Zoocentrism is this disproportionate interest that humanity has for animals to the detriment of plant life.
If the animal fascinates us so much, it is because it has eyes, legs, and moves like us. He looks much more like our alter ego than a daisy or a fir tree. The famous ancient philosopher Aristotle also saw plants as inanimate beings. A reductive representation that will make its way durably into the beliefs and cumulative knowledge of the Western world.
Even today, in the French language, certain expressions fossilize this historical contempt. When the human vegetates, he is never far from the cerebral inertia from which the living and the rock merge. In the same way, being compared to a green plant is just as reductive. Plants, we find them so banal that we are much less indignant at the chainsaw massacres of which their biodiversity is the victim. Many activists are rightly offended by the threatened disappearance of polar bears, whales, rhinos, elephants or a tiny frog endemic to a swamp coveted by industry.
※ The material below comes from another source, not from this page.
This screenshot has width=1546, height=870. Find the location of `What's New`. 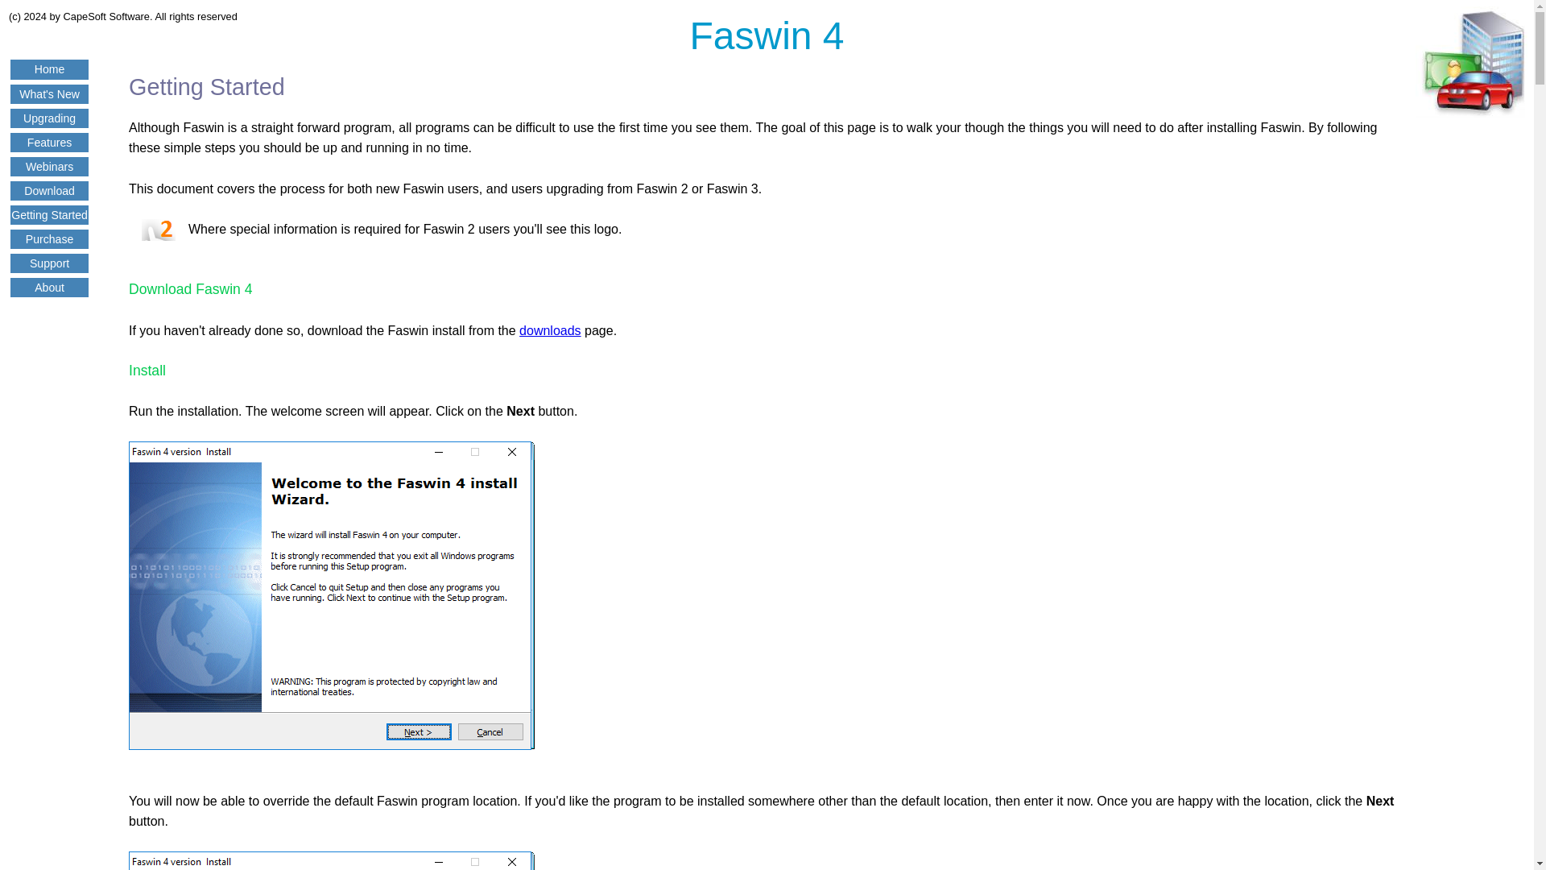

However, few will rip their shirts off in front of the plant drama in these times of crisis.
Human zoocentrism is at the heart of this selective outrage. Here, the bigger and stronger the beast, the more it moves and challenges us. The world has always worshiped the elephant and trampled on the mouse, so my grandfather used to say.
As the Italian veganist Stefano Mancuso reminded us, it is also the same obsessive passion for animal life that explains that in the Bible, the patriarch Noah only opened his ark to animals when a huge cataclysm was playing out that was going to massacre all earthly life. Yet, on an Earth plagued by widespread extermination, if one were to think of saving life, putting seedlings, seeds and seedlings in the boat before dealing with large wildlife would have been the most logical choice. .
Without plants, we can save all the animals on Earth, but they will end up starving.
Animal life depends on chlorophyllous organisms which are the only ones able to manufacture food molecules from solar radiation, water, carbon dioxide and other ingredients found in the biosphere.
Our low regard for flora owes to a long wandering of Western philosophical thought on the subject. Even Theophrastus, considered the father of botany, fell into this reductive vision of flora. This scientist, who for his time had a fine knowledge of the plant world, did not hesitate to present plants as organisms devoid of character and activity. A vision that was in line with that of his master, Aristotle. In his famous Soul treatise, the famous ancient philosopher said that plants were endowed with the simple ability to grow and feed themselves. The animals therefore possessed the sensitivity in addition. At the top of its pyramid, the human remained the only species possessing a soul and a rationality. After all, he was the one doing the rankings.
In the school of Aristotle, plant life was a living scene, a world of insensitivity, absence of emotion and intelligence. Later in his life, Aristotle will adjust his thinking and make the plants, which he said devoid of meaning, pass from the status of inanimate beings to that of living beings carrying a very low level of soul. Fortunately, swimming against the tide of his time, Democritus saw plants as beings that were not so far from humans. He suggested seeing trees as upside-down humans, that is, creatures whose head, represented by the root system, is in the ground, and the body in the air. A very avant-garde look, because today more and more scientists see the root system of plants as being the equivalent of our nervous system.
In the world of plant scientists today, there are also researchers who sail against the consensus to ostensibly defend that plants have their own form of sentience and intelligence. For fifty years, this other way of seeing flora has been carried, among others, by a few headliners. We can cite Francis Hallé in France, Stefano Mancuso in Italy, Karle Niklas in the United States, Frantisek Baluska and Anthony Trewavas in Germany. It develops at high speed and brings results that destabilize the skeptics who still refuse that we can mix vegetation and intelligence in the same sentence.
Plants, which have had close to 500 million years of experimentation before humans came into their existence, have developed a form of intelligence that has nothing to do with ours. According to Mancuso, in addition to possessing equivalents of smell, taste, hearing, touch and sight, plants are endowed with about fifteen other senses whose equivalents are not found in humans. They are able to determine the humidity level in a field, the location of a water source, the atmospheric pressure, to perceive gravity, electromagnetic fields and a very high number of chemical gradients contained in the air. and the ground, etc.
In short, if we were to consider sensitivity today as a major criterion of intelligence, as Aristotle suggested, plants would be far above the animals that we are.
The human fascination for animal life should therefore not cause us to forget that chlorophyllous organisms are the foundation on which the biosphere was built. We must also welcome this very avant-garde initiative on the subject of the World Seed Reserve in Svalbard, Norway. This seed saving center, which started in 2008, is also called “Noah’s ark of plants”. Dug more than 120 m inside a mountain, this grain bank today preserves the genetics of more than a million species and varieties. An idea at odds with the zoocentric project embodied in Noah’s Ark.